Skip to content

Aspen Art Museum

Search
Cancel

Charles Gaines

Numbers and Trees: Palm Canyon Series 7, Set 8 (quartet), Tree #1, Tongva
2022
Watercolor and ink on paper.
79 ½ x 39 x 2 in. (framed) 72 ½ x 32 ½ in. (unframed)
201.9 x 99.1 x 5.1 cm (framed) 184.2 x 82.6 cm (unframed)
Kindly donated by the artist and Hauser & Wirth
Estimate: $125,000–$175,000

About this Work


A majestic salmon-pink palm tree, stands proud at the center of Charles Gaines’ Numbers and Trees: Palm Canyon Series 7, Set 8 (quartet), Tree #1, Tongva (2022). From a distance the image appears strangely pixelated; up close it becomes clear that the watercolor and ink has been applied to a large sheet of gridded paper; peer closer still and you can clearly see numbers filling all the squares. The “Tongva” of the title refers to the indigenous peoples of the territory where the photograph which served as the starting point for the work was taken.

Gaines has been working with images of trees since the 1970s, depicting his first palm tree in 1980. The use of grids, has likewise been a mainstay of his practice. Indeed in 2015 the Hammer Museum in his hometown of Los Angeles staged an exhibition dedicated to one of his two main bodies of work: Gridwork, 1974–1989. A conceptual artist, Gaines has continuously challenged the role of imagination and subjectivity in art-making and has instead used simple mathematical schemes and systems to determine the creation of such figurative images—the numbers in the grids are the calculations and formulas that have generated the work. Speaking of his labor-intensive approach to the Los Angeles Times in 2015, the artist explains that his pleasure does not come in the making, but rather: “The enjoyment comes in discovering something I couldn’t imagine.”

About the Artist


Charles Gaines (b. 1944 in Charleston, South Carolina) began his career as a painter, earning his MFA from the School of Art and Design at the Rochester Institute of Technology in 1967. In the 1970s, Gaines’ art shifted dramatically in response to what he would later call ‘the awakening.’ Gaines’ epiphany materialized in a series called Regression (1973 – 1974), in which he explored the use of mathematical and numeric systems to create soft, numbered marks in ink on a grid, with each drawing built upon the calculations of the last. This methodical approach would carry the artist into the subsequent decades of his artistic journey. Working both within the system and against it, Gaines points to the tensions between the empirical objective and the viewers’ subjective response. The concept of identity politics has played a central role within Gaines’ oeuvre, and the radical approach he employs addresses issues of race in ways that transcend the limits of representation. His recent work continues to use this system with sociopolitical motivations at the forefront. ‘Faces 1: Identity Politics’ (2018) is a triptych of colorful portraits of historical icons and thinkers, from Aristotle to Maria W. Stewart and bell hooks. Gaines reduces the images to pixelated outlines, layered among the faces of the preceding portraits to create a palimpsest of faces, employing this system in a critique of representation and the attachment of meaning to images. Gaines lives and works in Los Angeles. He recently retired from the CalArts School of Art, where he was on faculty for over 30 years and established a fellowship to provide critical scholarshipalma support for Black students in the M.F.A. program.

How to Bid:

Bidding on this work takes place at the ArtCrush gala on Friday, August 4th, at 8pm MT. Absentee and telephone bidding available - please contact bid@aspenartmuseum.org for more information, including a condition report.

There is no Buyer’s Premium and the difference between the mid-estimate and the winning bid is a tax deductible donation to the museum.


* _Problem description_:
Transcribe, starting at the line with "Image is 516x245 pixels." and ending at the line with "Image is 980x470 pixels.", every line of the material below exactly, but leave out the pictures and anything outside that span.

* _Record extracts_:

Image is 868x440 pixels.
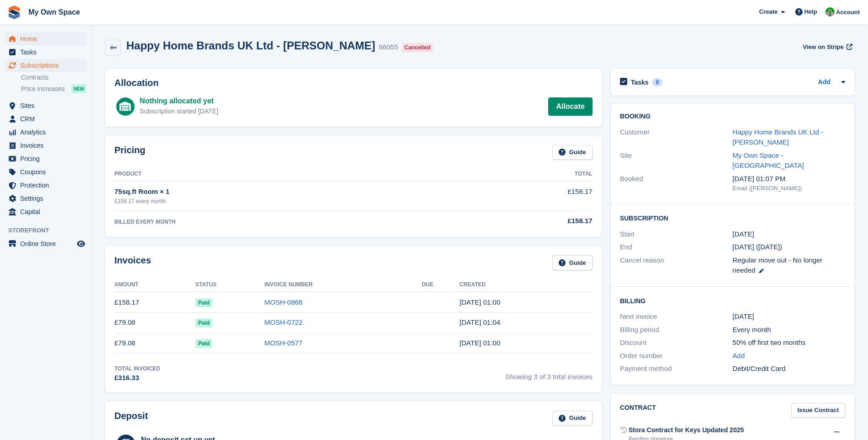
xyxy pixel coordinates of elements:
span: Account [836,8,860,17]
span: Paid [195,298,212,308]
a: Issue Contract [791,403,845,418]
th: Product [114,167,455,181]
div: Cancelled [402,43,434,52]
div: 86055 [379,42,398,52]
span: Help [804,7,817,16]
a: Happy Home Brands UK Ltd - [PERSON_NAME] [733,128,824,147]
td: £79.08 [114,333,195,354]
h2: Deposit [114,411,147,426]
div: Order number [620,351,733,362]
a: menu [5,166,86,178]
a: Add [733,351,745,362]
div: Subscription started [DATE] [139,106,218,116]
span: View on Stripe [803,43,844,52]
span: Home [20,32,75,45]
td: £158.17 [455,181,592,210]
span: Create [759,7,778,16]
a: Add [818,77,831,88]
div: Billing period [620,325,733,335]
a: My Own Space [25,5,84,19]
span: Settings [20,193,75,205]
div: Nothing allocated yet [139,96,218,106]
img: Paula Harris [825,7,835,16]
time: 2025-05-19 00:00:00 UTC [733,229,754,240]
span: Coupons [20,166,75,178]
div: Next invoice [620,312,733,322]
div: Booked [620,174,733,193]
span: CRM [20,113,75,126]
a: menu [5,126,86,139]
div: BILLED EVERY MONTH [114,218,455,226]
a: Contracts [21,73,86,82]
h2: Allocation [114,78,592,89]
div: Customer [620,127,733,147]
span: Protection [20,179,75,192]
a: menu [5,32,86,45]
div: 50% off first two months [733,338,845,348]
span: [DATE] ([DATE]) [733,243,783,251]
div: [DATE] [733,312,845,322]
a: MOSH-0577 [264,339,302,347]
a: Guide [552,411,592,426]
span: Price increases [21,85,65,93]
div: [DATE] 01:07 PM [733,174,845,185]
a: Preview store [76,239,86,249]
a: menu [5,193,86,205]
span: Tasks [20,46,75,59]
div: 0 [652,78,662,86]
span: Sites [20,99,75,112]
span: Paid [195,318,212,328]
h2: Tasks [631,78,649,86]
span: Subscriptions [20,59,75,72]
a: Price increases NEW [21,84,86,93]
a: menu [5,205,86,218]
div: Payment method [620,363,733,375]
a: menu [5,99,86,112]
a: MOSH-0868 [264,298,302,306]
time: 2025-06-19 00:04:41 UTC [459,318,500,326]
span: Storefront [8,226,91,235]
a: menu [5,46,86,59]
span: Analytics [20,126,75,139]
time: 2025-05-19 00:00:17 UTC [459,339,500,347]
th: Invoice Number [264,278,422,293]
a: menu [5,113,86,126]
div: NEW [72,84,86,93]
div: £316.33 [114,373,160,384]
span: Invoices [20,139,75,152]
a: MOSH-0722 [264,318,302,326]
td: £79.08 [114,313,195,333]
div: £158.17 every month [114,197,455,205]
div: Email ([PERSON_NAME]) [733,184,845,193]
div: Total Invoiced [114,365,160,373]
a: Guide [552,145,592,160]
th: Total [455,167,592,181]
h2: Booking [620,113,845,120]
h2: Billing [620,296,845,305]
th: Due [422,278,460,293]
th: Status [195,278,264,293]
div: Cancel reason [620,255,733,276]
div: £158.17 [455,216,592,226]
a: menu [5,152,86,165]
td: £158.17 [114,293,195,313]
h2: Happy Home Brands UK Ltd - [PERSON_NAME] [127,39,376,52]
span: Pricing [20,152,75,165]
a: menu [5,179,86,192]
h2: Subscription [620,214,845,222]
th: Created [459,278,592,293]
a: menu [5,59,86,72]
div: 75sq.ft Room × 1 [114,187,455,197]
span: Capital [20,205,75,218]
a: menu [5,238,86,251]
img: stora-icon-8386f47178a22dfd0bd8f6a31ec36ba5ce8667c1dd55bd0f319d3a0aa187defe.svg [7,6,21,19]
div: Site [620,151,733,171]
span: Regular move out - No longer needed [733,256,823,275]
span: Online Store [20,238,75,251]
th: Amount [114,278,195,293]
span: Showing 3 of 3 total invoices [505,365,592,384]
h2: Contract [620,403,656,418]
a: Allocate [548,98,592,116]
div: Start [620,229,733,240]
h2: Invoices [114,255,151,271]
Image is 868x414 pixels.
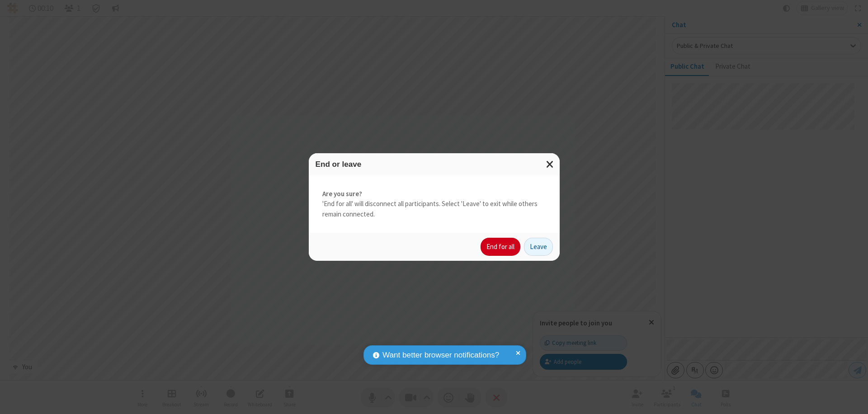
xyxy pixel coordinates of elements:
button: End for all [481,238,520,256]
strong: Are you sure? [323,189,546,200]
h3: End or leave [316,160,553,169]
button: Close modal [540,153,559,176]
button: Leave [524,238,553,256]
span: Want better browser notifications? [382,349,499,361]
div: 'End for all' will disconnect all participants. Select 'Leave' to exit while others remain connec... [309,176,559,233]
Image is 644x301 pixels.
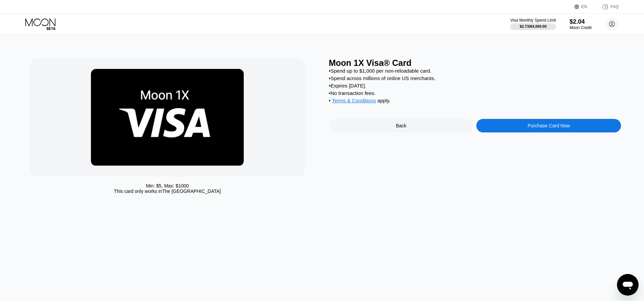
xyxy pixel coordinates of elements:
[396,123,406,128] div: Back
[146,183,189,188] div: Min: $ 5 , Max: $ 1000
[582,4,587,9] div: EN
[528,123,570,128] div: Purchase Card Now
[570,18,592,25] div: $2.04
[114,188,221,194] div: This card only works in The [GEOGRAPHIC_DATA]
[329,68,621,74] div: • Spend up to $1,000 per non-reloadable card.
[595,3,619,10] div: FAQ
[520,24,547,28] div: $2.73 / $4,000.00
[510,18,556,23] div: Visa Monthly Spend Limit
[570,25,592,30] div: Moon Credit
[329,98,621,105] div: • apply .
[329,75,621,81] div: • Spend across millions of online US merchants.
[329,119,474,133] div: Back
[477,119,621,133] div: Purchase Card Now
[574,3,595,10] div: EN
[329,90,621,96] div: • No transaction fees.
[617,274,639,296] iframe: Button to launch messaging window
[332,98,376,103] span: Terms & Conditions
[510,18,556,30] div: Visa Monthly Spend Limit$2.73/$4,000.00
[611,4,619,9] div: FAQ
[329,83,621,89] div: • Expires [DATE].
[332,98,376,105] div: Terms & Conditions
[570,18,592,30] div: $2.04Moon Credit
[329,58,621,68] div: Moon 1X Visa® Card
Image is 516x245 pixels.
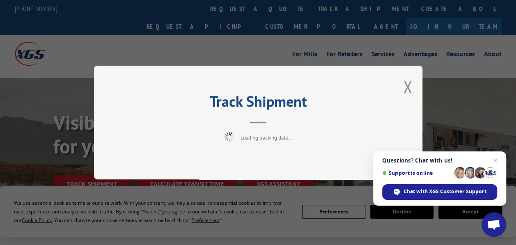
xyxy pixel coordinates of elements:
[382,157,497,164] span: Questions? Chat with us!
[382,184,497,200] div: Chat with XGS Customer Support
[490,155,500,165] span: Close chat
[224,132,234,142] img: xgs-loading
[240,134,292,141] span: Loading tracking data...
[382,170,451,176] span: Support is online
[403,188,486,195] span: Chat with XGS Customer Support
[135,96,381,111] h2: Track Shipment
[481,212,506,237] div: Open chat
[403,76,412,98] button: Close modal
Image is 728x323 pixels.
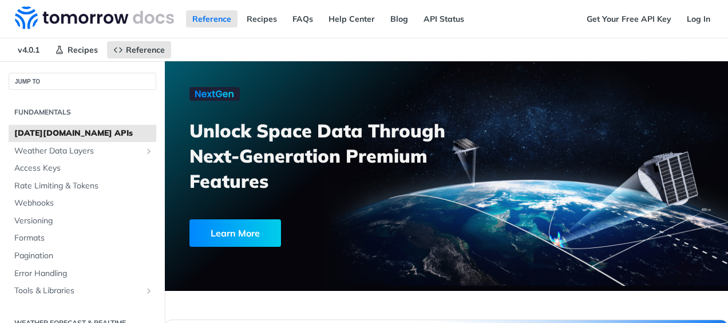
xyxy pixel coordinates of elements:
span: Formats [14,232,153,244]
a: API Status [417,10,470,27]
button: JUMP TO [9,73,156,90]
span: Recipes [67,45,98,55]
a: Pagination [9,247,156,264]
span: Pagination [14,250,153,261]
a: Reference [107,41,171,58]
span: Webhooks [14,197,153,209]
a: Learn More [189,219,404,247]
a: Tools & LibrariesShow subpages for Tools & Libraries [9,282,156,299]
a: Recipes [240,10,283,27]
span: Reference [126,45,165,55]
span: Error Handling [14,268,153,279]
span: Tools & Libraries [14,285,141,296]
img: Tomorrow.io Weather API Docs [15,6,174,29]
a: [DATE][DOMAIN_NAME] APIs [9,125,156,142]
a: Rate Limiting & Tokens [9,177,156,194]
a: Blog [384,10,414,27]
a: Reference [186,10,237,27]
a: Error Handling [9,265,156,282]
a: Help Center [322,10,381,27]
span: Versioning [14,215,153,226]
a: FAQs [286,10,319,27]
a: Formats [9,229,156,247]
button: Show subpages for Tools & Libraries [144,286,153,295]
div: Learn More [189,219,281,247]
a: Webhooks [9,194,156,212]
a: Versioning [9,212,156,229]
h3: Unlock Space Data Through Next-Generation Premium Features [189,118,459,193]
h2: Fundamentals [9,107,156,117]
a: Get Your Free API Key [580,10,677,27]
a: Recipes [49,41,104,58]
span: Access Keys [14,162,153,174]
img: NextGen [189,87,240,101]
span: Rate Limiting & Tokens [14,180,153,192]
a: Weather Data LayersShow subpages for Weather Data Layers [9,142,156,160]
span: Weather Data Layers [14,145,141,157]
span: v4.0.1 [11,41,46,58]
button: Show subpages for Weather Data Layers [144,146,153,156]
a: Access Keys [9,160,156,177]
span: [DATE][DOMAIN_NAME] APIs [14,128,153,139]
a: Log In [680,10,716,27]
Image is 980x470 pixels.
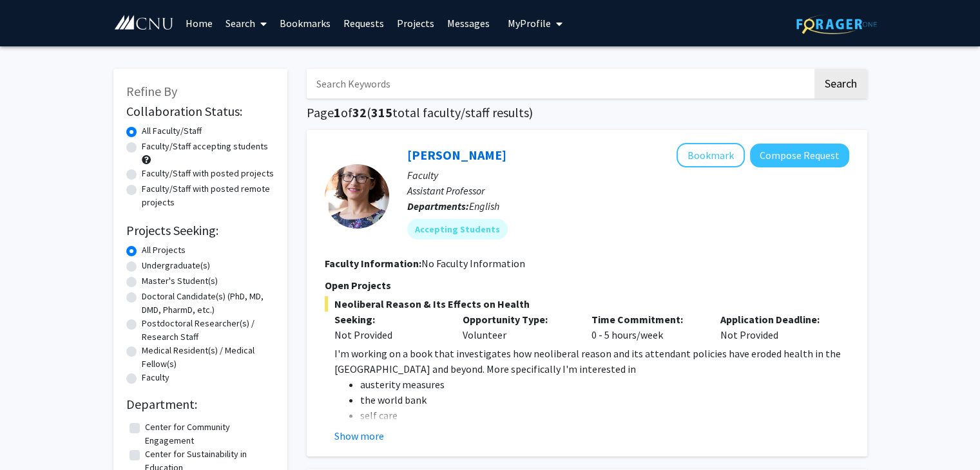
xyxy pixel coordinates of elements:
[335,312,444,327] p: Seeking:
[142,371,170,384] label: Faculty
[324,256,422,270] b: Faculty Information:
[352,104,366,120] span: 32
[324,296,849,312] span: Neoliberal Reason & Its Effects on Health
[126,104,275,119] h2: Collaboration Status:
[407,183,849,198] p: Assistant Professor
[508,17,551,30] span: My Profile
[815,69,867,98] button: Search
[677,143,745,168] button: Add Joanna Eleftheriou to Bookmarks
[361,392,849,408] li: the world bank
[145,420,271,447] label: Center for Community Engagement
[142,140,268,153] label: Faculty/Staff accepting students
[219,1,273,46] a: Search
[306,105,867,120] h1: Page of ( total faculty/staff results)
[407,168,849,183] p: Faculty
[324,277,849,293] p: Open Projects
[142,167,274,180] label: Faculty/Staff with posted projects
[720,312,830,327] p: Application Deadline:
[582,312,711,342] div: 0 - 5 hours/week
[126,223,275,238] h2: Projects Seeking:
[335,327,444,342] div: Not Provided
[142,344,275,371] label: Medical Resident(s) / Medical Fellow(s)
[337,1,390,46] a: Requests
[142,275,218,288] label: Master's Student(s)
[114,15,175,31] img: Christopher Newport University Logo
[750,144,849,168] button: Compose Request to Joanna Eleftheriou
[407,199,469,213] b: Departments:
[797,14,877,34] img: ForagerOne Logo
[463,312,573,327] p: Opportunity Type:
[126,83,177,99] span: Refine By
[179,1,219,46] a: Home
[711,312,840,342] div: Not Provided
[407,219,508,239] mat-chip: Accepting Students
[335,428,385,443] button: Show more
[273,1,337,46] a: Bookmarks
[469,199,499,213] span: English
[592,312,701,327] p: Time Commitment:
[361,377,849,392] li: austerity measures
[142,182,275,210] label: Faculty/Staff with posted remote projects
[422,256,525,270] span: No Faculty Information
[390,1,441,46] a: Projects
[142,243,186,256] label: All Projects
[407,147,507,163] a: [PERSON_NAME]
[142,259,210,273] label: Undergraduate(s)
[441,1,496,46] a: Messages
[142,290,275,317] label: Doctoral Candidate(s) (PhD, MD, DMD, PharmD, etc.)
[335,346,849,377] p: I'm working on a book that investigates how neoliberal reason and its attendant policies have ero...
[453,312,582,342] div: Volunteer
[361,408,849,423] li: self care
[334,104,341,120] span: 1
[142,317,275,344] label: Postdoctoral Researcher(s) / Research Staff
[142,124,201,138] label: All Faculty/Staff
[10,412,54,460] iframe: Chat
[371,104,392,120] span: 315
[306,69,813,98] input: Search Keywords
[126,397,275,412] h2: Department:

* _Solution to the problem_:
Image is 516x245 pixels.
xyxy pixel coordinates of elements:
[382,157,497,164] span: Questions? Chat with us!
[382,184,497,200] div: Chat with XGS Customer Support
[490,155,500,165] span: Close chat
[224,132,234,142] img: xgs-loading
[240,134,292,141] span: Loading tracking data...
[382,170,451,176] span: Support is online
[403,188,486,195] span: Chat with XGS Customer Support
[135,96,381,111] h2: Track Shipment
[481,212,506,237] div: Open chat
[403,76,412,98] button: Close modal
Image is 728x323 pixels.
xyxy pixel coordinates of elements:
span: Formats [14,232,153,244]
a: API Status [417,10,470,27]
button: JUMP TO [9,73,156,90]
span: Recipes [67,45,98,55]
a: Pagination [9,247,156,264]
span: Pagination [14,250,153,261]
a: Reference [107,41,171,58]
span: Webhooks [14,197,153,209]
a: Learn More [189,219,404,247]
a: Tools & LibrariesShow subpages for Tools & Libraries [9,282,156,299]
a: Recipes [240,10,283,27]
span: Reference [126,45,165,55]
span: Error Handling [14,268,153,279]
span: Tools & Libraries [14,285,141,296]
img: Tomorrow.io Weather API Docs [15,6,174,29]
a: [DATE][DOMAIN_NAME] APIs [9,125,156,142]
a: Rate Limiting & Tokens [9,177,156,194]
a: Blog [384,10,414,27]
a: Reference [186,10,237,27]
a: Error Handling [9,265,156,282]
a: Help Center [322,10,381,27]
span: Versioning [14,215,153,226]
a: FAQs [286,10,319,27]
a: Formats [9,229,156,247]
button: Show subpages for Tools & Libraries [144,286,153,295]
div: Learn More [189,219,281,247]
a: Webhooks [9,194,156,212]
a: Versioning [9,212,156,229]
h3: Unlock Space Data Through Next-Generation Premium Features [189,118,459,193]
h2: Fundamentals [9,107,156,117]
a: Get Your Free API Key [580,10,677,27]
a: Recipes [49,41,104,58]
span: Access Keys [14,162,153,174]
img: NextGen [189,87,240,101]
span: Rate Limiting & Tokens [14,180,153,192]
a: Weather Data LayersShow subpages for Weather Data Layers [9,142,156,160]
span: Weather Data Layers [14,145,141,157]
span: v4.0.1 [11,41,46,58]
button: Show subpages for Weather Data Layers [144,146,153,156]
a: Access Keys [9,160,156,177]
span: [DATE][DOMAIN_NAME] APIs [14,128,153,139]
a: Log In [680,10,716,27]
Image is 980x470 pixels.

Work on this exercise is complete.